As for the Locations to Love that made the lower for 2025, the listing contains New Orleans, Berlin, Leipzig, Traverse Metropolis, Michigan, and Route 66, amongst others (you possibly can try the complete listing of episodes). Brown factors out that, though New Orleans is a significant vacationer vacation spot, her present desires to direct guests to a unique space. She explored neighborhoods outdoors the French Quarter and located a resurrected jazz membership the place Little Richard obtained his begin and Tina Turner was a performer.
That is additionally why the present selected the lesser-known Leipzig, Germany, along with Berlin. She stated a part of their technique is to reply the over-tourism problem, but in addition to point out folks one thing they could have missed in any other case. In her travels in Leipzig, she and the present’s crew found it was the residents of this smaller metropolis who performed a pivotal function in bringing down the Berlin Wall.
Brown loves discovering hidden gems overseas, however she additionally immensely enjoys highlighting nice home journeys. She cherished doing everything of Route 66 for season 8, for instance. Her group has now carried out episodes on the long-lasting highway, beginning in Illinois by way of Oklahoma, Kansas, and Texas. Then, in 2026, to rejoice the one hundredth anniversary of Route 66, they’ll conclude with New Mexico, Arizona, and California. “Street journeys like this enable us to get into these mid-states that journey should showcase extra. We’re a really coast-driven nation.
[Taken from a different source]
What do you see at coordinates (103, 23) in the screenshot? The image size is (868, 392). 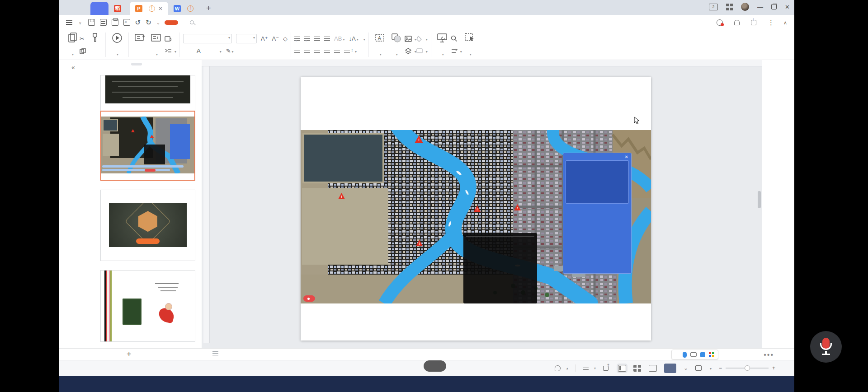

The Midwest will get forgotten.”
In her lengthy profession, she miraculously hasn’t had too many journey mishaps — apart from touchdown in Switzerland together with her total crew of eight folks solely to have their 22 circumstances of bags and gear delayed by unhealthy climate. With that scenario, she discovered the important lesson of all the time having a toothbrush and clear underwear with you even if you’re checking baggage.
Along with the toothbrush hack and utilizing her HSN baggage line she debuted in 2011, her largest piece of journey recommendation is refreshingly easy: Get your self acquainted with the gate you arrive at, particularly when touring internationally. Chances are high, you may be across the similar space while you depart. And in terms of the age-old query of when to reach on the airport, Brown stated, “There is no such factor as attending to the airport too early.” There you’ve gotten it.
As she displays on her 25-year profession, her mission with Samantha Brown’s Locations to Love and her protection of journey on the whole is evident: Present a singular view. “A metropolis or a spot isn’t only one factor. We problem ourselves to point out a larger racial variety and financial make-up, and we need to be sure this story will get advised by the precise folks,” she stated. And regardless that she has seen plenty of the world, Brown stated there are nonetheless components of Africa in addition to magical-sounding locations like Darjeeling, India that stay on her journey want listing, so fortunately we will count on to proceed seeing much more of her.